Researchers Uncover ‘DNSBomb’ – A New PDoS Attack Exploiting Legitimate DNS Features

Scientists have unveiled the details of a powerful and efficient new technique called the “pulsing denial-of-service” (PDoS) attack, which leverages DNS queries and responses to achieve an attack amplification factor of 20,000 times.

The attack, known as DNSBomb (CVE-2024-33655), exploits legitimate DNS features such as query rate limiting, response timeouts, query aggregation, and maximum response size settings. These mechanisms enable the creation of synchronized response streams using a specially designed authoritative server and a vulnerable recursive DNS resolver.

DNSBomb

Mechanism of the DNSBomb Attack

Experts explain that DNSBomb utilizes numerous widely implemented DNS mechanisms to accumulate queries sent at a low rate, increase their size in responses, and concentrate all responses into short, high-volume bursts to simultaneously overwhelm target systems.

Attack Strategy

The attack model involves IP spoofing multiple DNS queries to a domain controlled by the attacker and delaying responses to aggregate numerous replies. The objective of DNSBomb is to overwhelm the victim with periodic bursts of amplified traffic that are difficult to detect.

Presentation of Findings and Protective Measures

The research findings were presented at the 45th IEEE Symposium on Security and Privacy held last week in San Francisco, and previously at GEEKCON 2023 in Shanghai in October 2023.

The Internet Systems Consortium (ISC), which develops and maintains the BIND software suite, stated that their software is not vulnerable to DNSBomb. Additionally, existing mitigation measures are sufficiently effective in minimizing the risks.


- Aim of the exercise
State how many lines in the records below contain the word "Open". Nothing else is needed.

- Working data
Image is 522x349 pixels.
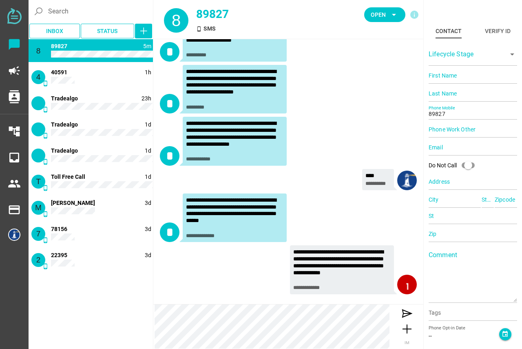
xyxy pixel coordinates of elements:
[8,228,20,241] img: 5e5013c4774eeba51c753a8a-30.png
[29,24,80,38] button: Inbox
[429,139,517,155] input: Email
[42,133,49,139] i: SMS
[145,199,151,206] span: 1759009617
[8,125,21,138] i: account_tree
[429,332,499,340] div: --
[51,43,67,49] span: 89827
[97,26,117,36] span: Status
[397,274,417,294] img: oa-30.png
[436,26,462,36] div: Contact
[42,159,49,165] i: SMS
[397,170,417,190] img: 5e5013c4774eeba51c753a8a-30.png
[8,151,21,164] i: inbox
[42,263,49,269] i: SMS
[8,38,21,51] i: chat_bubble
[42,54,49,60] i: SMS
[172,11,181,29] span: 8
[51,226,67,232] span: 78156
[429,85,517,102] input: Last Name
[145,121,151,128] span: 1759165331
[51,199,95,206] span: 14152166899
[36,177,41,186] span: T
[389,10,399,20] i: arrow_drop_down
[145,147,151,154] span: 1759161410
[482,191,494,208] input: State
[8,177,21,190] i: people
[429,191,481,208] input: City
[485,26,511,36] div: Verify ID
[429,157,480,173] div: Do Not Call
[36,46,41,55] span: 8
[429,173,517,190] input: Address
[51,173,85,180] span: 18662296962
[145,226,151,232] span: 1759009433
[36,229,41,238] span: 7
[8,64,21,77] i: campaign
[51,121,78,128] span: 16466875424
[51,69,67,75] span: 40591
[196,24,296,33] div: SMS
[429,67,517,84] input: First Name
[42,237,49,243] i: SMS
[42,211,49,217] i: SMS
[364,7,405,22] button: Open
[502,330,509,337] i: event
[196,26,202,32] i: SMS
[429,161,457,170] div: Do Not Call
[371,10,386,20] span: Open
[46,26,63,36] span: Inbox
[429,226,517,242] input: Zip
[507,49,517,59] i: arrow_drop_down
[36,73,41,81] span: 4
[36,255,41,264] span: 2
[429,310,517,320] input: Tags
[429,103,517,120] input: Phone Mobile
[42,106,49,113] i: SMS
[42,185,49,191] i: SMS
[143,43,151,49] span: 1759254804
[429,121,517,137] input: Phone Work Other
[51,252,67,258] span: 22395
[196,6,296,23] div: 89827
[405,340,409,345] span: IM
[35,203,42,212] span: M
[8,90,21,103] i: contacts
[51,147,78,154] span: 13322424861
[409,10,419,20] i: info
[145,173,151,180] span: 1759161359
[42,80,49,86] i: SMS
[495,191,517,208] input: Zipcode
[8,203,21,216] i: payment
[7,8,22,24] img: svg+xml;base64,PD94bWwgdmVyc2lvbj0iMS4wIiBlbmNvZGluZz0iVVRGLTgiPz4KPHN2ZyB2ZXJzaW9uPSIxLjEiIHZpZX...
[429,254,517,302] textarea: Comment
[145,252,151,258] span: 1759009423
[429,325,499,332] div: Phone Opt-in Date
[429,208,517,224] input: St
[142,95,151,102] span: 1759172645
[51,95,78,102] span: 13327773250
[145,69,151,75] span: 1759250673
[81,24,135,38] button: Status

- Result of the task
2